47.A bird's eye view of Chilkoot Pass showing the camp teeming with life and excitement in 1898. Hostile nature ever challenging man's courage on the trail of '98.

48.The most spectacular scene on the Trail of '98. Yukoners standing the acid test of the wilderness ascending the summit of bleak, forbidding Chilkoot Pass, 1898.

49.Looking back on the trail from the summit of Chilkoot Pass, 1898. Sheer from sea-level rise huge masses of towering, storm-worn peaks, seamed and riven by a thousand tempests.

50.Gold seekers on the trail at Chilkoot Pass, 1898. Note the towering, snow-splashed cliffs enduring like guards at the upper entrance of the pass.

51.Hardy Yukoners on the trail at Crater Lake, 1898. Meeting conditions that make men masters of their fate.

52. Klondikers on the trail to the Yukon near the summit, 1898. Over ridge after ridge of knife-like hills and snow-choked ravines and valleys the trail led.

53.Through winter's desolation into the silent depths of the great Yukon district the gold seekers rushed with their heavy loads on the trail to the Klondike., 1898.

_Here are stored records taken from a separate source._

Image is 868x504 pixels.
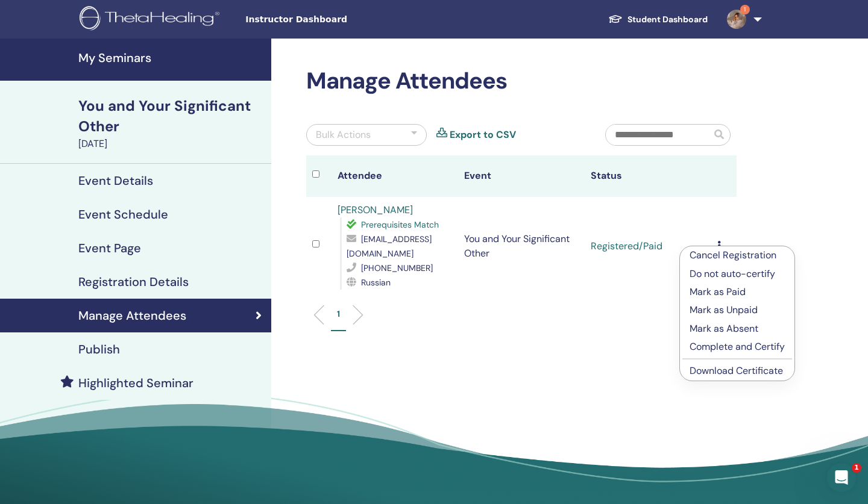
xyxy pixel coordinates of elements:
[598,8,717,31] a: Student Dashboard
[740,4,749,14] span: 1
[361,262,433,274] span: [PHONE_NUMBER]
[337,308,340,321] p: 1
[827,464,855,492] iframe: Intercom live chat
[449,128,516,142] a: Export to CSV
[689,365,783,377] a: Download Certificate
[347,234,431,259] span: [EMAIL_ADDRESS][DOMAIN_NAME]
[585,155,712,197] th: Status
[361,219,438,230] span: Prerequisites Match
[78,342,120,357] h4: Publish
[689,285,784,299] p: Mark as Paid
[78,308,186,323] h4: Manage Attendees
[332,155,458,197] th: Attendee
[245,13,426,26] span: Instructor Dashboard
[315,128,371,142] div: Bulk Actions
[71,96,271,151] a: You and Your Significant Other[DATE]
[78,96,264,137] div: You and Your Significant Other
[689,248,784,262] p: Cancel Registration
[361,278,391,288] span: Russian
[78,173,153,188] h4: Event Details
[78,376,193,391] h4: Highlighted Seminar
[689,340,784,354] p: Complete and Certify
[689,322,784,336] p: Mark as Absent
[727,10,746,29] img: default.jpg
[78,275,189,289] h4: Registration Details
[689,267,784,281] p: Do not auto-certify
[458,197,585,296] td: You and Your Significant Other
[78,137,264,151] div: [DATE]
[78,241,141,255] h4: Event Page
[608,13,623,24] img: graduation-cap-white.svg
[80,6,224,33] img: logo.png
[78,50,264,65] h4: My Seminars
[78,208,168,222] h4: Event Schedule
[338,204,412,217] a: [PERSON_NAME]
[689,303,784,317] p: Mark as Unpaid
[852,464,862,473] span: 1
[458,155,585,197] th: Event
[306,67,737,95] h2: Manage Attendees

54.Stampeders entering Canadian territory, resting at a point nearly 3,000 feet above sea level. Note the crude monument and inscription marking the international boundary line.

55.Pioneers of Alaska, makers of history, bearing the stamp of "men" pausing with their heavy loads on the trail, 1898. What a noble example of unconquerable courage and hard work!

56.Yukoners on the trail, 1898, whipsawing lumber to make rafts, scows, and other manner of water craft in which to reach the golden land of their hopes.

57.Stampeders' food cache in the Yukon Valley on the trail, 1898.

58.A Yukon Indian’s winter quarters in the Yukon Valley on the trail, 1898.

59.A typical shelter and food cache in the Yukon Valley on the trail, 1898, ready to afford rest and comfort for the weary traveler and prospector.

60.A supply base and food cache at the junction of Deadwood and Mastodon trails in the Yukon Valley, 1898.

61.A mining scene near the end of the trail. Stampeders placer-mining on Deadwood Gulch, Yukon Valley, 1898.

62.E. P. Pond, pioneer photographer of the North, who collaborated with V. Winter in picturizing the real trail of '98 in genuine photographs. Mr. Pond in camp on the trail, 1898.